That sparked a memory of rewritefs, which I used when rationalising a few hundred thousand legacy mod_rewrite rules at a web hosting company in the early 2010s: https://github.com/sloonz/rewritefs
Looks like it was based on a mid-2000s system called libetc, which did a similar job but had to be LD_PRELOADed: https://ordiluc.net/fs/libetc/
I think your partners were mistaken - the requirement for having a company seal and paper company register / minute book went away in both England & Wales and Scotland with the Companies Act 1985, and company formation has been done online UK-wide since the Companies Act 2006.
I'd guess the guy operating from his car was an artisan engraver who made the seal for you. They're easy to buy online too (I got one around 25 years ago), but they're mostly a curiosity rather than a necessity. I doubt more than one in a hundred new Ltd or LLP companies will bother with one.
It did have a remarkably low price, though - less than a tenth of UCSD p-System or Topspeed. Even the competitors in the hobbyist space like the original IBM/Microsoft Pascal and DRI's Pascal/MT originally cost 4-5x as much.
Really, it was responsible for as big a step change in pricing of programming tools in the 1980s as GNU, BSD, and Linux were in the 90s.
And using different ounces for metals, fluids, drugs, and, er, everything else - how does that not send people screaming into the arms of the metric system?!
And then there's the hundredweight, where "hundred" actually means "eight"...
"I used to think that if there was reincarnation, I wanted to come back as the President or the Pope or as a .400 baseball hitter. But now I'd want to come back as the bond market. You can intimidate everybody."
Sure, maybe Trump's peculiar mix of ego and ignorance might mean he's one of the few exceptions to that rule - but if he were to actually try claiming that a bond rout is somehow good news in the middle of a market panic, the reaction from distressed would be investors would be hard even for him to ignore.
I wonder if this'll turn out like the last time they published their algorithm to great fanfare, and then didn't bother to ever update it: https://github.com/twitter/the-algorithm
Ubuntu is pretty strong already in that niche - either using Landscape as a first party management solution, but it also tends to be the distro most-commonly recommended by the big third-party MDM vendors like Scalefusion and Jumpcloud. Not sure what their mobile story is like, but they certainly cover laptop / desktops.
Yes, you'd still need a full forced air cooling system (especially with modern datacentre densities), so the only gain would be from the there being a higher temperature gradient for your heat exchangers to work with.
There's no way that by itself would make enough of a difference to justify building a dc there, given all the other negatives that others have mentioned.
That data center likely still uses liquid to liquid heat exchangers with a chilled water loop and cooling towers to reject heat outside, but I could be wrong. Piping refrigerant around a massive building costs way more than chilled water, same goes for filling up the system, glycol and water is cheaper than refrigerant.
That's inevitable, really, given the way power densities have been increasing. I wouldn't be surprised if people weren't also experimenting with high pressure Helium and similar technologies.
It's certainly a far cry from opening some windows and stringing a few fans together in the hope that the chilly outside air will be enough to keep things cool!
Before we go down that path, datacenters full of oil tubs seems to be a trend in some spaces. Very good cooling power, low-tech heat extraction (small pumps to make the oil move, car radiators with big simple plumbing... do the trick well).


◆ EXERCISE DIRECTIONS ◆
When a line of the entries below contains "Apply", it counts once; state how many such lines there are and nothing else.

◆ DATA SHOWN ◆
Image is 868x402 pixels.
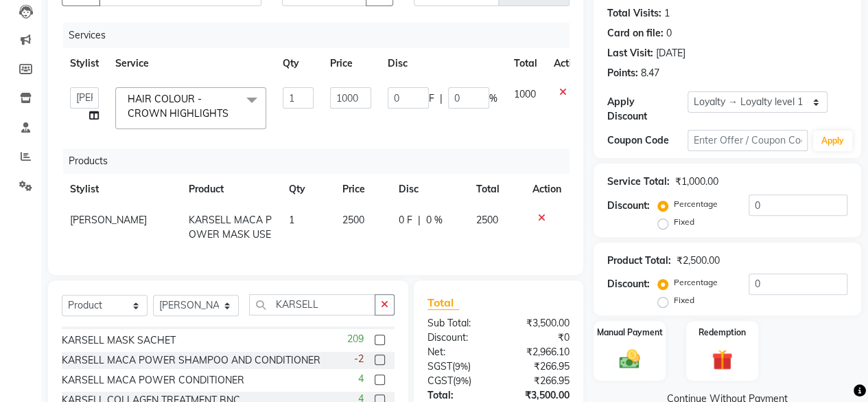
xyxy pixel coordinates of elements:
div: Discount: [608,198,650,213]
span: 1000 [514,88,536,100]
div: [DATE] [656,46,686,61]
div: Total Visits: [608,6,661,20]
div: Points: [608,66,638,81]
span: [PERSON_NAME] [70,213,146,226]
div: Discount: [608,276,650,291]
div: Sub Total: [417,316,499,330]
img: _gift.svg [706,347,739,372]
img: _cash.svg [613,347,646,371]
input: Search or Scan [249,294,375,315]
div: ₹1,000.00 [675,175,718,189]
th: Total [506,48,545,79]
th: Disc [380,48,506,79]
span: 0 F [399,213,412,227]
div: Apply Discount [608,95,687,124]
div: Discount: [417,330,499,345]
span: 4 [359,371,364,386]
label: Fixed [674,216,694,228]
button: Apply [813,131,852,151]
span: -2 [354,352,364,366]
th: Disc [390,174,468,205]
div: 8.47 [641,66,659,81]
th: Product [181,174,281,205]
span: SGST [428,360,452,372]
span: 209 [347,332,364,346]
div: ₹2,500.00 [677,254,720,268]
span: 2500 [476,213,498,226]
label: Percentage [674,197,718,210]
th: Price [334,174,390,205]
label: Fixed [674,294,694,306]
th: Price [322,48,380,79]
span: F [429,91,434,106]
span: 2500 [343,213,365,226]
div: Products [63,148,580,174]
span: 9% [455,361,468,371]
span: Total [428,296,459,310]
th: Action [524,174,570,205]
th: Total [468,174,524,205]
span: 1 [289,213,295,226]
div: ₹3,500.00 [498,316,580,330]
span: HAIR COLOUR - CROWN HIGHLIGHTS [128,93,229,119]
div: ₹266.95 [498,359,580,374]
div: ₹2,966.10 [498,345,580,359]
label: Percentage [674,276,718,289]
div: ( ) [417,359,499,374]
th: Action [545,48,591,79]
div: KARSELL MASK SACHET [61,334,175,348]
span: | [440,91,443,106]
th: Qty [274,48,322,79]
div: KARSELL MACA POWER SHAMPOO AND CONDITIONER [61,353,321,368]
span: 0 % [426,213,443,227]
th: Service [107,48,274,79]
div: 0 [666,26,672,40]
span: KARSELL MACA POWER MASK USE [189,213,272,240]
div: Last Visit: [608,46,653,61]
a: x [229,107,235,119]
div: 1 [665,6,670,20]
span: | [418,213,421,227]
th: Qty [281,174,334,205]
div: ( ) [417,374,499,388]
div: Services [63,23,580,48]
th: Stylist [61,174,181,205]
div: Service Total: [608,175,670,189]
div: ₹0 [498,330,580,345]
div: Card on file: [608,26,664,40]
span: CGST [428,375,453,387]
span: % [489,91,497,106]
div: Net: [417,345,499,359]
span: 9% [456,375,469,386]
input: Enter Offer / Coupon Code [687,130,808,151]
div: Product Total: [608,254,671,268]
div: ₹266.95 [498,374,580,388]
div: KARSELL MACA POWER CONDITIONER [61,373,245,387]
div: Coupon Code [608,133,687,147]
label: Manual Payment [597,327,663,339]
th: Stylist [61,48,107,79]
label: Redemption [699,327,746,339]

◆ REPLY ◆
2